Wednesday 15 May 2013

A new role in community action


The Sustainable Communities Act has great potential for parish and town councils. The Act is a radical new “bottom-up” process that allows local people – for the first time in this country’s history – to drive central government action to help their local communities.

Up until now, parish and town councils have been excluded from this process. This was totally unacceptable. Parish and town councils should be at the forefront of driving government action to help communities. Well after successful campaigning by the National Association of Local Councils, County Associations, Local Works and local councils, this has all changed.

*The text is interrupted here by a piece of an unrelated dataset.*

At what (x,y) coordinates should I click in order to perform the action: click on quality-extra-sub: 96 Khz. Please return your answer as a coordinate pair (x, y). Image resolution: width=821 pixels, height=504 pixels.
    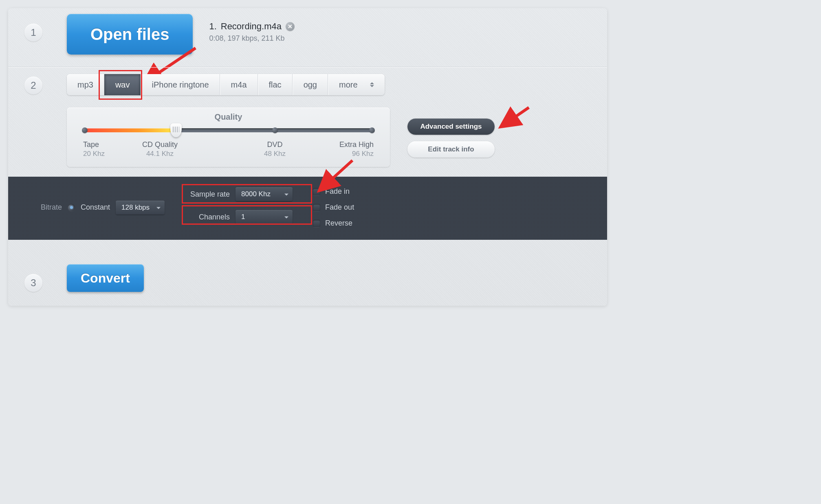
    Looking at the image, I should click on (357, 154).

The campaign for the Sustainable Communities Act arose out of the very concerning problem of community decline, which can be seen in the national decline of everything from small shops and Post Offices to green spaces and recreational facilities. This decline has huge and worrying social, environmental and democratic implications. People see their community dying around them, feel powerless to do anything about it and so disengage from democracy and their community.

At the heart of the Sustainable Communities Act is this philosophy: citizens and communities are the experts on their problems and the solutions to them. They therefore should drive the help and actions government takes to reverse community decline. The Sustainable Communities Act sets up a ‘bottom up’ process that does just that.

Here’s how it works: the Act allows people – through their councils – to suggest ideas to government and government is obliged not only to respond, but to “reach agreement” with a totally independent panel on which of the ideas that come forward should be implemented. This is a radical idea – it is about turning government upside down and allowing local people to drive the agenda, reversing decades of “Whitehall knows best” dogma.

Since being passed in 2007, the Act has achieved some notable results. In Sheffield for example, the Act has been used to help save post offices from closure and to boost their revenues. The Act has also been used to encourage renewable energy and close a loophole that allowed gardens to be used for development.
Up until now though, parish and town councils have been excluded from the process,

Parish and town councils are the most local part of government and the body most closely connected to the community. Their connection with local people and their knowledge of the local area means you are ideally placed to make use of the Act. No one knows the local community like they do.

There will be issues in your local community that the Act could assist with. Perhaps you want to be able to promote renewable energy schemes in your area but lack the means or knowledge to do so. Or you want to help increase the amount of recycling in your area but there are rules and regulations that prevent you from doing so. Or perhaps you think government should do more to promote woodland and have ideas for how they could do so.